Predictably, in 1962, after two years as director of education for Dumbartonshire, he was the first to give the imprimatur of approval for hundreds of his pupils to go on the ship's school Dunera for fortnightly educational cruises. It was important to him that the tough, mostly unacademic boys and girls of Kirkintilloch and Vale of Leven should get their opportunity for a taste of Europe. For this academically gifted mathematician obligations to non-academic pupils became uppermost in his mind as he neared retirement. As a result of the favourable impression that he made on Sir Donald Anderson, then chairman and managing director of P & O, and his brother Sir Colin Anderson, a director of P & O Marine Insurance, the Midland Bank and umpteen other organisations, Cameron was put on the advisory board for school cruising.

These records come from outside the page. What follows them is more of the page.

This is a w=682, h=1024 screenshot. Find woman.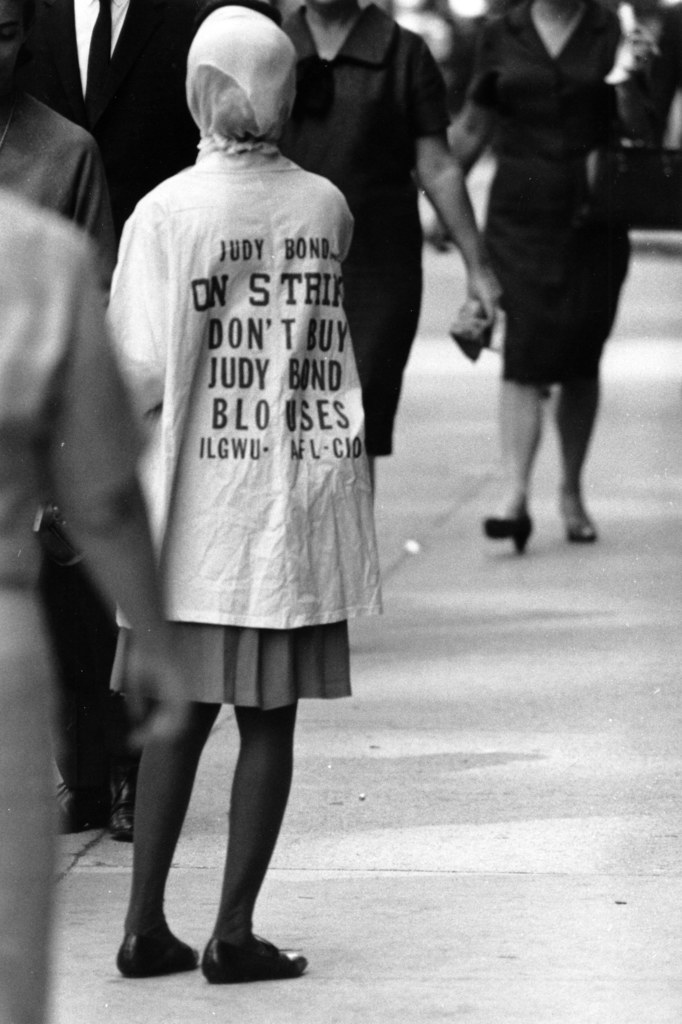
Bounding box: [272, 0, 494, 495].
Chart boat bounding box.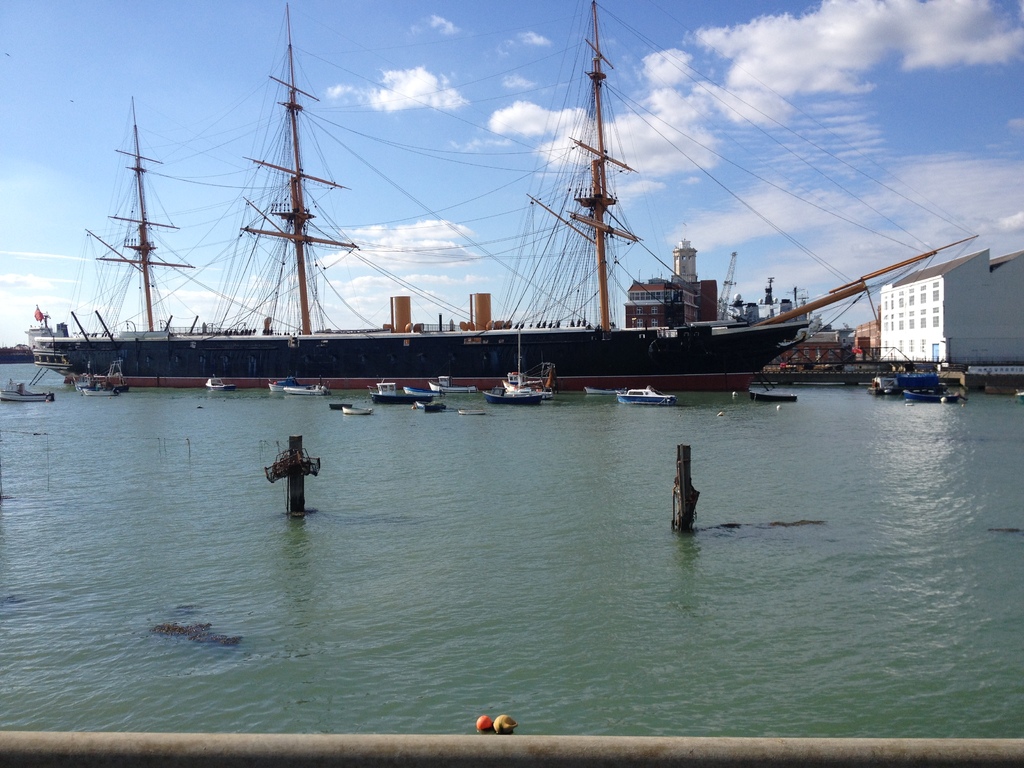
Charted: box(431, 373, 486, 392).
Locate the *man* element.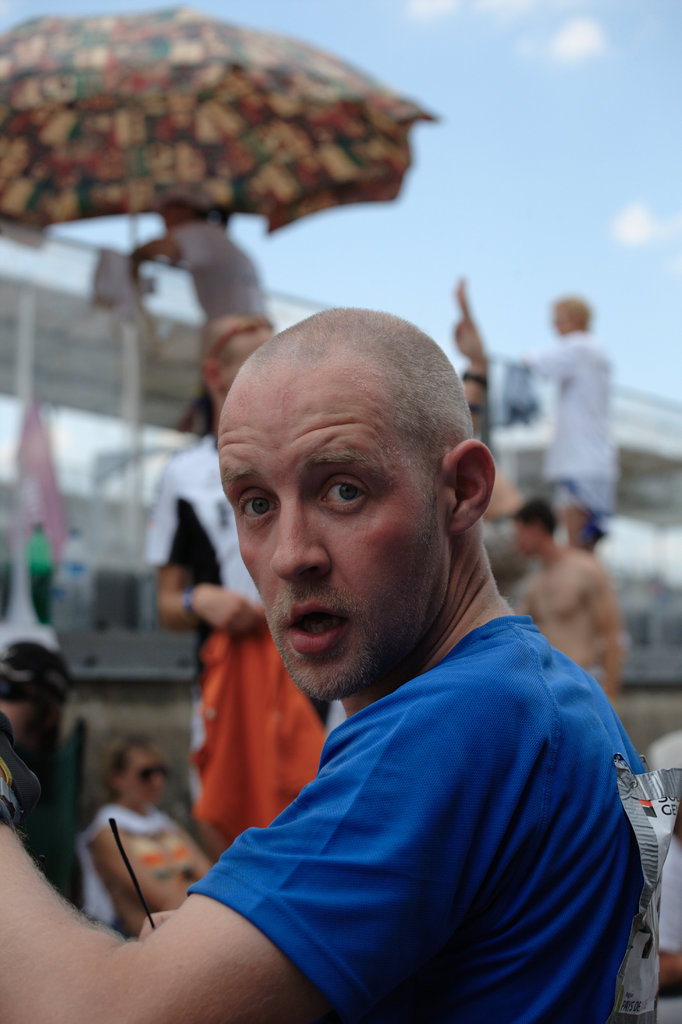
Element bbox: left=0, top=301, right=666, bottom=1019.
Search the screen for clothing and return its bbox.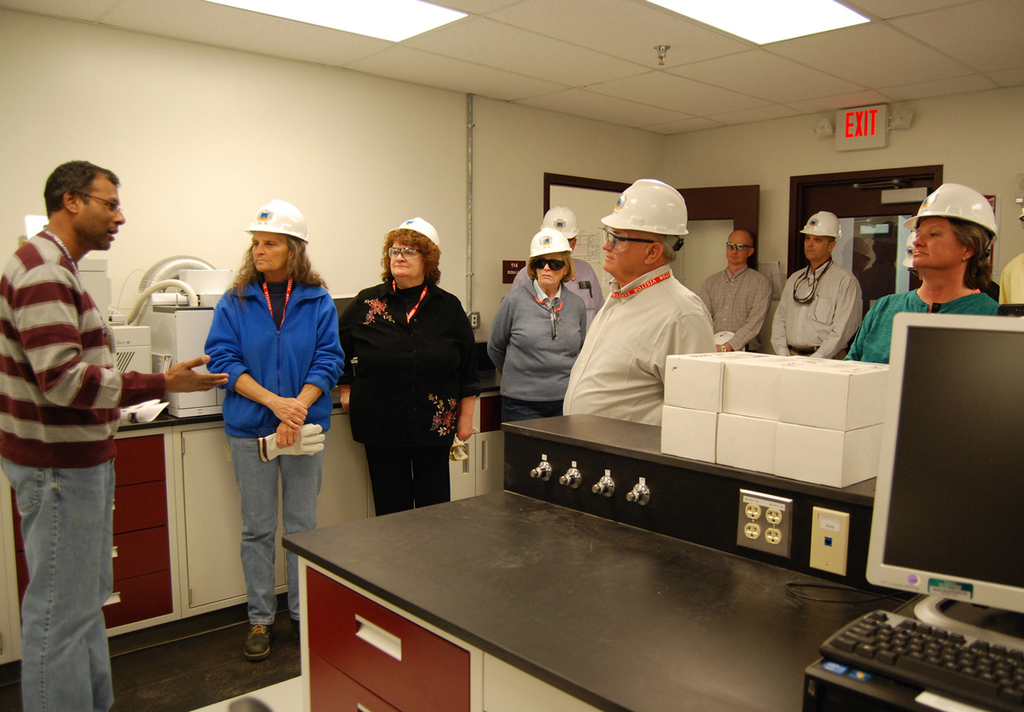
Found: <region>757, 248, 864, 360</region>.
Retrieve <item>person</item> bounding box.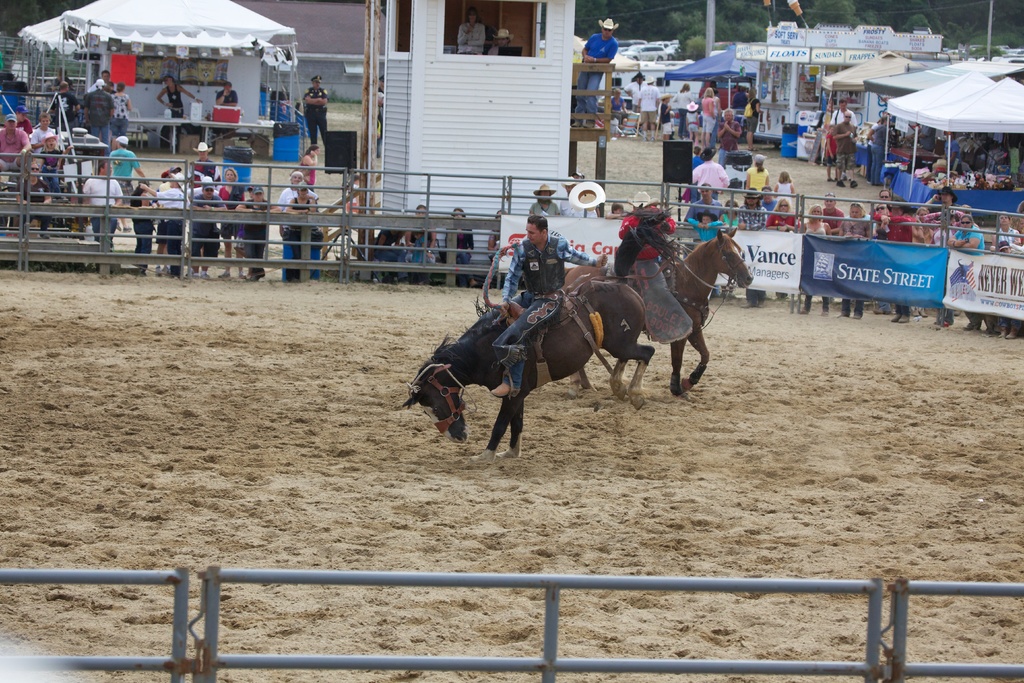
Bounding box: 278, 171, 321, 215.
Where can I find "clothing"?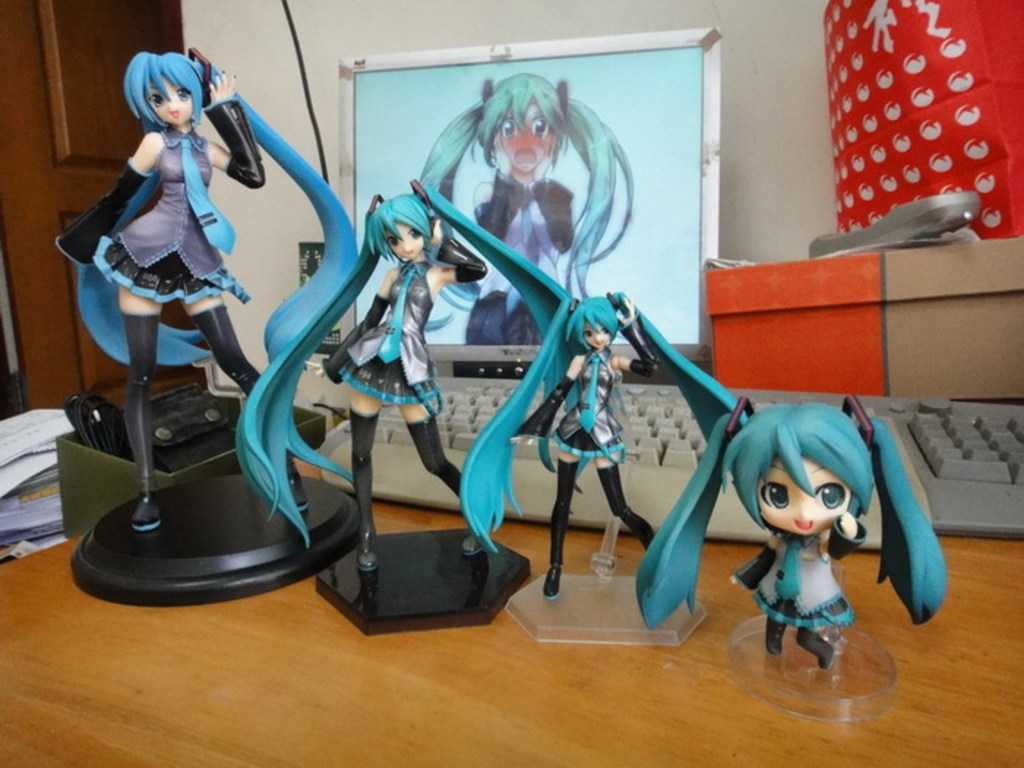
You can find it at box=[508, 323, 658, 568].
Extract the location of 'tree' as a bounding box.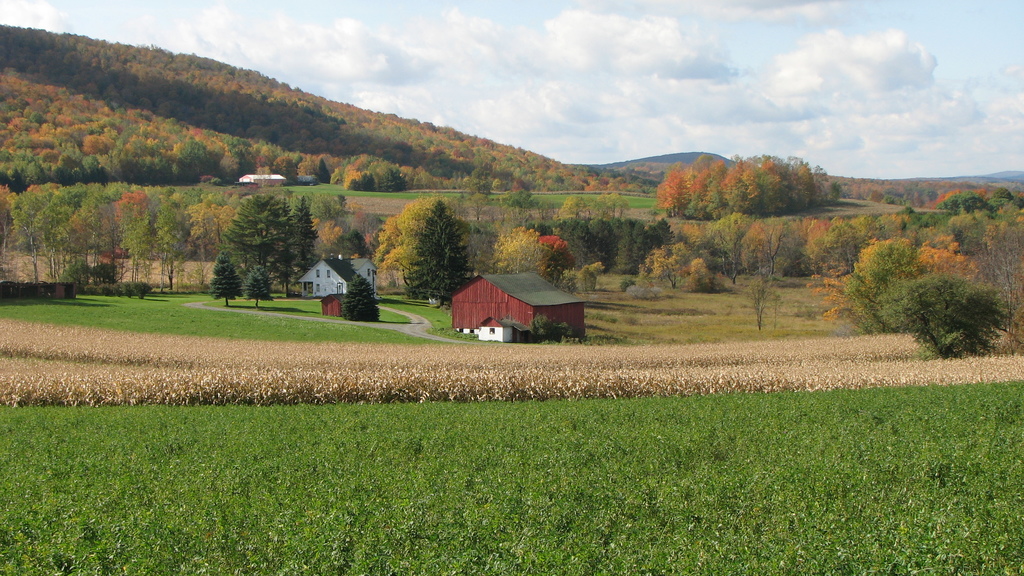
select_region(111, 189, 162, 275).
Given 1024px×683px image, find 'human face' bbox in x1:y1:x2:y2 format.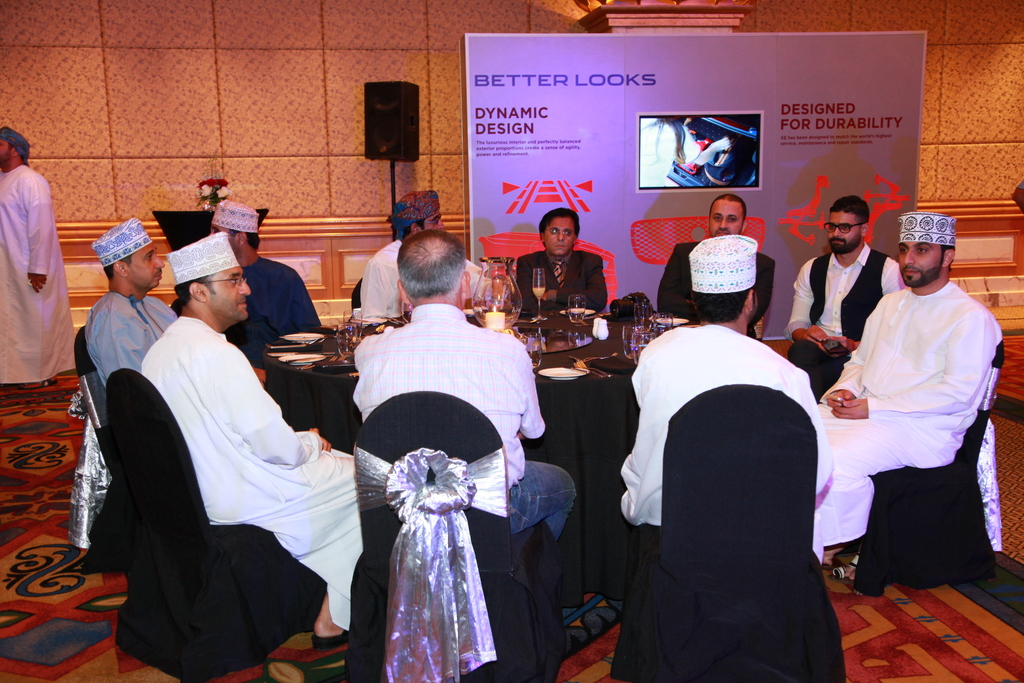
829:215:867:252.
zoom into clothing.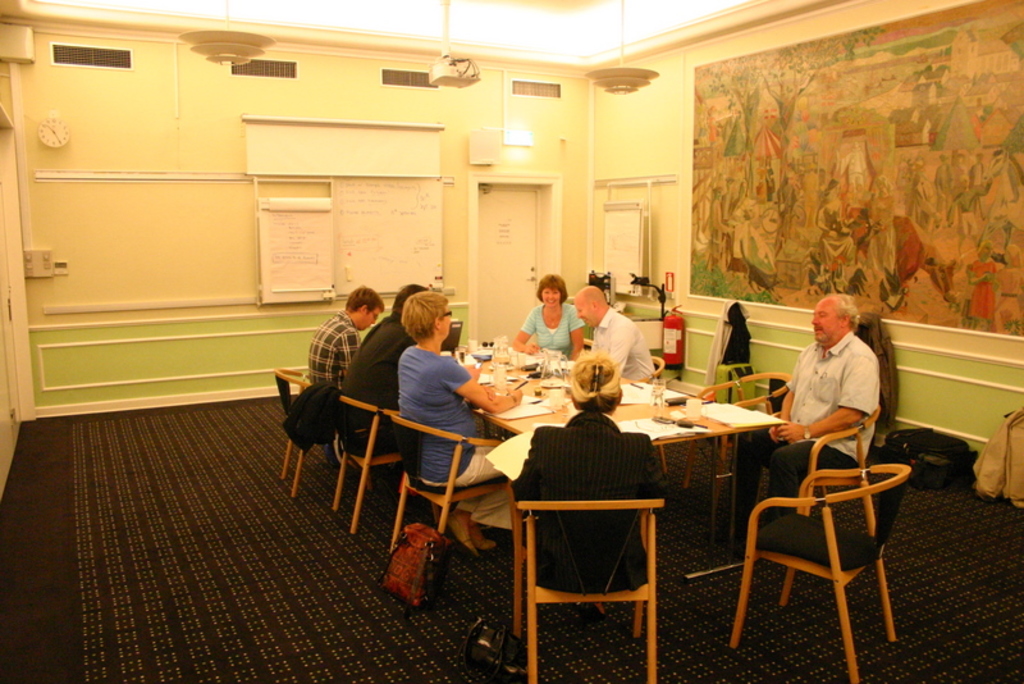
Zoom target: [397,337,512,525].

Sir Donald, par excellence the successful London Scot, told me, 'Cameron is the kind of fellow whose ideas and participation we back with money' (British India had put in pounds 5m to converting the Dunera from a troopship); but then judgement was Cameron's greatest strength.

From my personal experience on the ship's school and a Scottish education I can say that he performed the supreme task of a director of education, the picking of the right headteachers, with unerring accuracy. Leading headmasters like William Monaghan, President of the Educational Institute of Scotland, and Alec Rennie, brother of John Rennie of John Brown's who built the Queen Mary and Queen Elizabeth, held Cameron in the very highest regard. Such regard from those in the position to know was the best testimony.